Archive for the ‘American theism’ Category

Do the Americans really afraid of God and atheists?

திசெம்பர் 3, 2009
Do the Americans really afraid of God and atheists?
December 2, 2009

Approaching Holidays Prompt Atheist Campaign

By IAN URBINA
http://www.nytimes.com/2009/12/02/us/02atheist.html

WASHINGTON — An unusual holiday message began appearing this week in the nation’s capital on the sides of buses and trains.

“No god? … No problem!” reads the advertisement featuring the smiling faces of people wearing Santa Claus hats. “Be good for goodness’ sake.”

Over the next two weeks, 270 of the ads will go up on city buses and trains in the Washington area as part of the holiday kickoff to campaigns sponsored by secular groups in cities around the country and abroad. If last year was any indication, the signs are likely to spark a theological war of words.

“We don’t intend to rain on anyone’s parade, but secular people celebrate the holidays, too, and we’re just trying to reach out to our people,” said Roy Speckhardt, the executive director of the American Humanist Association. “To the degree that we are reaching out to the godly, it’s just to say that you can be good without god. So their atheist neighbor down the street shouldn’t be vilified as though he is immoral.”

Signs similar to those in Washington are being placed on buses and billboards in New York, Las Vegas, San Francisco, Chicago, Los Angeles, Seattle, and near the University of Idaho in Moscow, Idaho, as well as in London; Barcelona, Spain; Genoa, Italy; and Toronto, Montreal and Calgary, Canada, Mr. Speckhardt confirmed.

Last year, a similar campaign by the association drew strong reactions.

The head of the Catholic League linked secular humanists to figures like Hitler and the serial killer Jeffrey Dahmer. The publisher of “Santa Claus Is Coming to Town” complained about the signs. In Cincinnati, a billboard that said “Don’t believe in God? You’re Not Alone” had to be moved after the owner of the billboard property said he had received threats. In Moscow, Idaho, a sign that said “Good without God. Millions of humanists are” was vandalized twice in three weeks.

“It is the ultimate Grinch to suggest there is no God during a holiday where millions of people around the world celebrate the birth of Jesus Christ,” said Mathew D. Staver, founder and chairman of the Liberty Counsel, a conservative religious law firm, and dean of Liberty University School of Law in Lynchburg, Va. “It is insensitive and mean.”

Aside from sending an alert to members, Mr. Staver said his organization had no legal or other action planned in response to the advertisements.

After signs went up last year in Washington, religious groups took out their own ads. One featured the famous Sistine Chapel image of God’s finger reaching out to Adam along with the words: “Why Believe? Because I created you and I love you, for goodness’ sake. — God.” Pennsylvania Friends in Christ placed an ad reading: “Believe in God. Christ is Christmas for goodness sake.”

City transit officials said they had so far not received any requests from religious groups to post their own signs this year.

Elsewhere, this year’s secular signs vary in tone.

In Seattle, this year’s signs say “Millions are good without God.” In Las Vegas, signs to be put up this week will say “Reasons Greetings” and “Yes, Virginia … there is no God.”

The sponsor of the Las Vegas signs, the Freedom From Religion Foundation, created a furor last year with its sign that read, in part, “Religion is but myth and superstition that hardens hearts and enslaves minds.” Its location was next to a Nativity scene at the Capitol in Olympia.

The campaigns come against a backdrop of a growing number of nonbelievers. Fifteen percent of Americans identified themselves as having “no religion” in a 2008, up from 8 percent in 1990, according to a study by the Program on Public Values at Trinity College in Hartford.

The number of campus affiliates of the Secular Student Alliance, a group that promotes secular values at universities, have grown to 174 in 2009 from 100 in 2008 and 80 in 2007.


YOUR TASK:
Pull every line holding the word "Areas" out of the data and copy it.

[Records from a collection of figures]
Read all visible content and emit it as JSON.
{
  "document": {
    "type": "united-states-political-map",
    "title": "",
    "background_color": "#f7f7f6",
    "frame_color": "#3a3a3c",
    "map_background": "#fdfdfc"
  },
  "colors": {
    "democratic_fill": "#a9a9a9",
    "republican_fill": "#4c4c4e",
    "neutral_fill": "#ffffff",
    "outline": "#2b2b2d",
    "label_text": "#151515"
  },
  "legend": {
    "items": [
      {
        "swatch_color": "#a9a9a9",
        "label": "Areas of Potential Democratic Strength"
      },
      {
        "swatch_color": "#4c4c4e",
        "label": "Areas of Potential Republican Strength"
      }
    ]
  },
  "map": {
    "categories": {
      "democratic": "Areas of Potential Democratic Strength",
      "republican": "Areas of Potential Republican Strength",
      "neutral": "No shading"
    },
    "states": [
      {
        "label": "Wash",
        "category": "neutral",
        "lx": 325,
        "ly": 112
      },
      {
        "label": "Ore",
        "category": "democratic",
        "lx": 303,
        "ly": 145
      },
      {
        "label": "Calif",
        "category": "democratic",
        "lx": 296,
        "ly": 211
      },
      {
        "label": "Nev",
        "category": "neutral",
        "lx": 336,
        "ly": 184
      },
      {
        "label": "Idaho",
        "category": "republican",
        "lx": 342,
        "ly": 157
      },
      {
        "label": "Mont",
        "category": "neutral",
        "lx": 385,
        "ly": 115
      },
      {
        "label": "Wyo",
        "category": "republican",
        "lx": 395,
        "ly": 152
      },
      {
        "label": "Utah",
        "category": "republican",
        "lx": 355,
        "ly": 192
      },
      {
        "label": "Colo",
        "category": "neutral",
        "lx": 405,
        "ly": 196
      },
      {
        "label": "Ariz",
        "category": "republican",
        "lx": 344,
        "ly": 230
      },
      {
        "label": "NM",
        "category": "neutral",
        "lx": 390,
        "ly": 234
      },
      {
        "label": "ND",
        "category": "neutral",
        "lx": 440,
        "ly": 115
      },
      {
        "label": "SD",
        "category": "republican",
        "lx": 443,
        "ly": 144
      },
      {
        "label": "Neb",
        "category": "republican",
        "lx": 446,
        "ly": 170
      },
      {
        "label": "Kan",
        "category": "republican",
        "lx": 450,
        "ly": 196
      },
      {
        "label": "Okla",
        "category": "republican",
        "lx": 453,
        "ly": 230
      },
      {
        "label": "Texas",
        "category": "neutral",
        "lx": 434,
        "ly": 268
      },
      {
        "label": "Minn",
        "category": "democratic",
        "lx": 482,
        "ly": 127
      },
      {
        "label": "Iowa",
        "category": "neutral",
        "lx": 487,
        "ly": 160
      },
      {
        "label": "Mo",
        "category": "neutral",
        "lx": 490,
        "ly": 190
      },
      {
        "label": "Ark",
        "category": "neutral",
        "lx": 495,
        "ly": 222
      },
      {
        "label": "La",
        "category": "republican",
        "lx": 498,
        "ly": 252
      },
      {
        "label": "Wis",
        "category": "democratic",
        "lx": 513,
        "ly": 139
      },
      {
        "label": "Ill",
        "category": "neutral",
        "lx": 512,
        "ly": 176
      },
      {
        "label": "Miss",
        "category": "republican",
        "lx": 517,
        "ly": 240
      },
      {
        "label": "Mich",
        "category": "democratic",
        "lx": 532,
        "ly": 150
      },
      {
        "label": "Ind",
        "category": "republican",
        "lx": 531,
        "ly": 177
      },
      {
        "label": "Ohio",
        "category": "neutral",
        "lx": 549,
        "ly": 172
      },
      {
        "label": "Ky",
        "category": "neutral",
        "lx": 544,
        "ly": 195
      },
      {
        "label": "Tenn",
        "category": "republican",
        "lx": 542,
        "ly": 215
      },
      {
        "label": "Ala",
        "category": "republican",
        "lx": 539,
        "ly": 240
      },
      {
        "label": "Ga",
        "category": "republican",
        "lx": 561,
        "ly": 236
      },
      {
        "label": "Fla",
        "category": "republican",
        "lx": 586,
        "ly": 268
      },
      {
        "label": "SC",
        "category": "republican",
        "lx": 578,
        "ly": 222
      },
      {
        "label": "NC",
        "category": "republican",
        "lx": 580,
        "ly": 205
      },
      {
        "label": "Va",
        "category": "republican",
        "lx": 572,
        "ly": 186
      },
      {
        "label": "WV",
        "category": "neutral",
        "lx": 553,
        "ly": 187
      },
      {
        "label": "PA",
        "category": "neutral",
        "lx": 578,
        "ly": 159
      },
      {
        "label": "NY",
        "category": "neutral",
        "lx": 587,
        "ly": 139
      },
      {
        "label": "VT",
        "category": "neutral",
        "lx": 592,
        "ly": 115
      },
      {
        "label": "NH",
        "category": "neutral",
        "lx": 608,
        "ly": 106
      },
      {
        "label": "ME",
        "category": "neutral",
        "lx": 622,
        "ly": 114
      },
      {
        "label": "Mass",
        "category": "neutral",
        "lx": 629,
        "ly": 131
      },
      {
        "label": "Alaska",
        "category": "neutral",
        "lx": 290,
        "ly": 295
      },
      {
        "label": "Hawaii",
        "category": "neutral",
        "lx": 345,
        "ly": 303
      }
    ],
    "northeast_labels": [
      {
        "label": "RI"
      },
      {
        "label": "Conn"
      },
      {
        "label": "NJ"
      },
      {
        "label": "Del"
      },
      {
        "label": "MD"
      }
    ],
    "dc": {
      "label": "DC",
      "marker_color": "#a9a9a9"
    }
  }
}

COMPLETED EXERCISE:
        "label": "Areas of Potential Democratic Strength"
        "label": "Areas of Potential Republican Strength"
      "democratic": "Areas of Potential Democratic Strength",
      "republican": "Areas of Potential Republican Strength",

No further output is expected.